No glancing rays that meet and part.' The very beat of the broad river Is even as a silent heart.

BERNARD BUTLER,


"FOR TIME IMMEMORIAL." (9 th S. i. 246.)

THIS expression, sometimes slightly varied, with kindred ones, cannot but have been generally familiar from Queen Anne's time on for upwards of a century. Witness the following quotations :

" Posterity yet unborn shall pursue his Memory with Execrations, having, for immemorial Time, fix'd a Necessity of Contribution, in discharge of those heavy Debts. "Mrs. Manley, 'Secret Memoirs' (1709, &c.), vol. iv. p. 209 (ed. 1736).

" Terms which, for Time immemorial, have been in Fashion in the Place of my Nativity." Anon., 'Mr. Ginglicutt's Treatise of Scolding' (1731), p. 10.

"The beavers having been in possession of it before for time immemorial." Anon., 'The Im- postors Detected' (1760), vol. ii. p. 103.

"A country belonging to a people who were in possession for time immemorial." Goldsmith, ' Citizen of the World' (1762), xvii. IT 4." That government which has subsisted for time imme- morial." Ibid., xlii. H 3.

"Her death put an end to the monarchy in Egypt, which had flourished there for immemorial ages." Id., 'Roman History' (1769), vol. ii. p. 94 (ed. 1786).

"A mile beyond this oak stands another, which has, for time immemorial, been known by the name of Judith." William Cowper. ' Letter,' Sept. 13, 1788.
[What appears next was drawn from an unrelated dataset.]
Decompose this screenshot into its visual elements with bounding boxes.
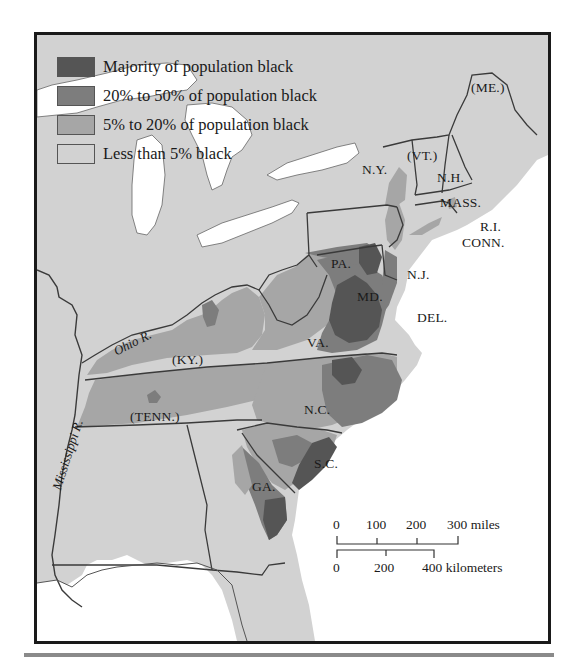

"Our archives have been carefully preserved

for time out of mind." Edward Du Bois, 'A Piece of Family Biography ' (1799), vol. i. p. 146.
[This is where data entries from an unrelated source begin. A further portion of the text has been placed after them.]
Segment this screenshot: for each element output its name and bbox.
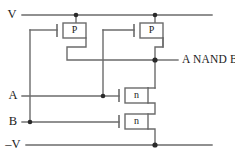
output-label: A NAND B <box>182 53 235 65</box>
junction-input-a-tap <box>101 94 106 99</box>
pmos-left-group: P <box>30 15 155 60</box>
input-b-label: B <box>9 114 17 128</box>
junction-vdd-left-tap <box>74 13 79 18</box>
pmos-right-label: P <box>149 24 155 35</box>
nmos-lower-source-wire <box>148 129 155 145</box>
output-net-group: A NAND B <box>155 53 235 88</box>
junction-input-b-tap <box>28 120 33 125</box>
input-a-label: A <box>8 88 17 102</box>
supply-negative-label: –V <box>4 137 20 151</box>
nmos-lower-group: n <box>30 114 155 145</box>
nmos-upper-source-wire <box>148 103 155 114</box>
nmos-upper-group: n <box>103 88 155 114</box>
pmos-left-drain-wire <box>67 38 155 60</box>
junction-vdd-right-tap <box>153 13 158 18</box>
nand-gate-schematic: V P P <box>0 0 235 161</box>
gate-feed-group <box>30 30 103 122</box>
pmos-left-label: P <box>72 24 78 35</box>
nmos-upper-label: n <box>134 89 139 100</box>
supply-positive-rail-group: V <box>7 7 212 21</box>
supply-positive-label: V <box>7 7 16 21</box>
junction-vss-tap <box>152 142 157 147</box>
input-b-group: B <box>9 114 30 128</box>
pmos-right-drain-to-output <box>155 38 163 60</box>
junction-output-node <box>152 57 157 62</box>
schematic-canvas: V P P <box>0 0 235 161</box>
supply-negative-rail-group: –V <box>4 137 212 151</box>
input-a-group: A <box>8 88 103 102</box>
pmos-right-group: P <box>103 15 163 60</box>
nmos-lower-label: n <box>134 115 139 126</box>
"The birds of prey had, undisturbed, built

their nests and fixed tneir kingdom there for ages immemorial." Elizabeth Helme, ' St. Margaret's Cave '(1801), vol. i. p. 4.
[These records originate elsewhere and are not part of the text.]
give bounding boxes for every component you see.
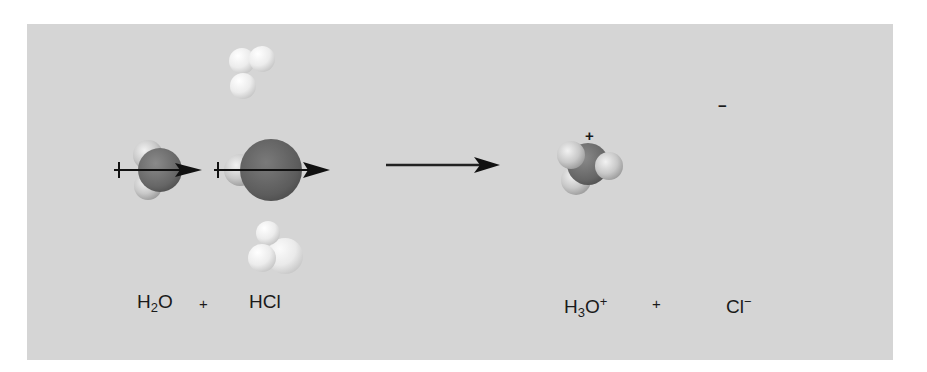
water-molecule-top (229, 46, 275, 99)
hydronium-charge: + (585, 128, 594, 143)
formula-subscript: 2 (151, 300, 158, 315)
label-hydronium: H3O+ (564, 291, 607, 324)
formula-part: Cl (726, 296, 744, 317)
formula-part: H (137, 291, 151, 312)
label-hcl: HCl (249, 291, 281, 313)
formula-subscript: 3 (578, 305, 585, 320)
plus-sign-1: + (199, 293, 208, 315)
formula-part: O (585, 296, 600, 317)
hydronium-ion (557, 141, 623, 195)
formula-part: H (564, 296, 578, 317)
label-chloride: Cl− (726, 291, 752, 318)
formula-superscript: − (744, 294, 752, 309)
chloride-charge: − (718, 98, 727, 113)
plus-sign-2: + (652, 293, 661, 315)
reaction-arrow-molecules (386, 157, 500, 173)
water-molecule-bottom (248, 221, 303, 274)
label-water: H2O (137, 291, 173, 319)
formula-part: O (158, 291, 173, 312)
formula-superscript: + (600, 294, 608, 309)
" Whose blood has purled melodiously through

silver and golden pipes of exquisite art and taste for time immemorial." James Gilchrist, 'Reason the True Arbiter of Language ' (1814), p. 106.

Jethro Tull, in his ' Horse-hoeing Husbandry ' (1731-39), p. 84, note * (ed. 1822), has for time out of mind, and, in p. 243, for time imme- morial, which is found also in William Godwin's 'Enquirer' (1797), p. 265. I have not the books at hand.

Mrs. Manley, though, by implying pro- leptic remembrance, she perpetrates a first- class bull, is cited above as showing that the phrase she uses must have been current among her contemporaries.

And here may as well be illustrated the elliptical form of from time immemorial or for time immemorial:

"This deformity it had been the custom, time

immemorial, to look upon as the greatest ornament of the human visage. 'Goldsmith, 'Bee' (1759), Introduction, IT 11.

"The gout has been, time immemorial, a

clerical disorder here." Id., 'Citizen,' &c. (ut ante), Ivin. 1 2. Also in ci. IT 4, and ex. IF 7.